If you’d like to spot an adult, you’ll need to wait for late spring and summer when the adults emerge. They are often attracted to light, like moths, so you can set up a white sheet with a light bulb. The book notes the best time to do this is a warm night, after rain, when the moon will rise very late in the evening or early in the morning, regardless of its phase.

“Some longhorn beetles may make a hissing sound, but I’ve never heard this and we’re not sure how they would. They don’t seem to have the structures other insects use to make sound, but maybe they use their elytra,” Adam said.

Papunya picta is a longhorn beetle that mimics a blister beetle, which is toxic to predators. Adam discovered one in our insect collection while sorting other kinds of beetles. He later matched it to a beetle spotted by a photographer in Toowoomba, Queensland and described it as a species new to science.

Award winning books

Dr Adam Ślipiński and Dr Hermes E. Escalona completed the first and the second volume of Australian Longhorn Beetles in 2013 and 2017. The first volume won the Whitely Medal from the Royal Zoological Society of New South Wales. It also won the 5th J.O. Westwood Medal for Excellence in Taxonomy from the Royal Entomological Society and the Natural History Museum in London.

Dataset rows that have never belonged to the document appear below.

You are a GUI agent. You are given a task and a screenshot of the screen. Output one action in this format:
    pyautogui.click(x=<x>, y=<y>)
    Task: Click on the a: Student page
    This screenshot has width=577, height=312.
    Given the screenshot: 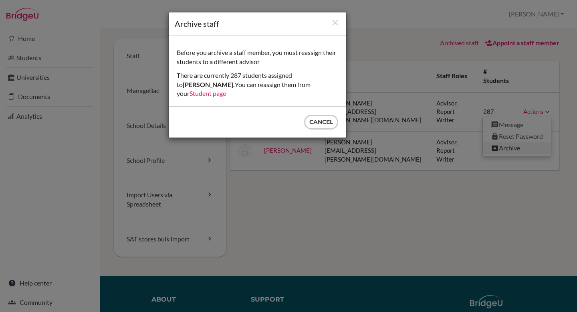 What is the action you would take?
    pyautogui.click(x=207, y=93)
    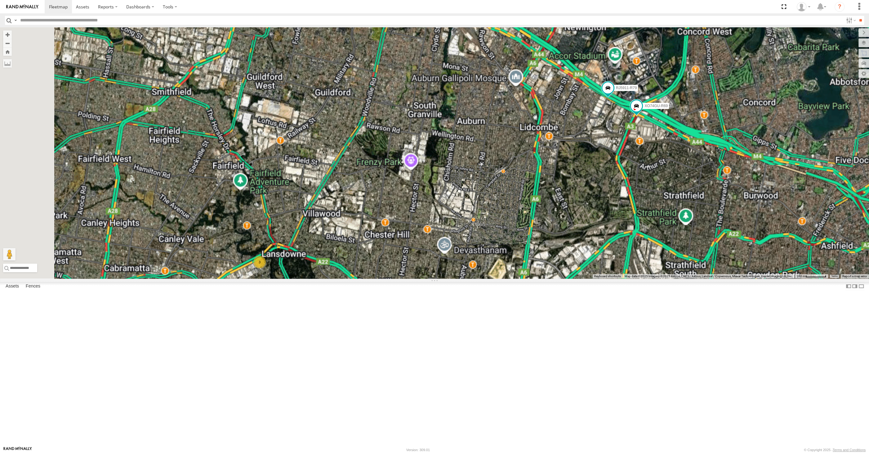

The third volume of series was co-authored by Roger de Keyzer, research associate from the Australian Museum, and Mengjie Jin, who completed her PhD on phylogeny of Prioninae longhorns. It was published by the Australian Biological Resources Study and CSIRO Publishing.

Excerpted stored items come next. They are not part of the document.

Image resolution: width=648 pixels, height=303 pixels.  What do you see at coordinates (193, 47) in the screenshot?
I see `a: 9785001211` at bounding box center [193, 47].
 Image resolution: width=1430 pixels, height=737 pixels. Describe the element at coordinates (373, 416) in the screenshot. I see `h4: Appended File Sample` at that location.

Adam is now focussed on completing volumes three and four of his other series, Australian Beetles, with his coauthor John Lawrence who is turning 90 next year.

“Twenty-three years ago, I came to Australia from Poland. In Europe and North America, the beetle fauna was well known and there were many books for identifying beetles,” Adam said.

“There was nothing like this in Australia where the beetle fauna is enormous and largely unknown. I wanted to change this, to provide people with a foot in the door to understand Australian beetles and to give back to my new country.”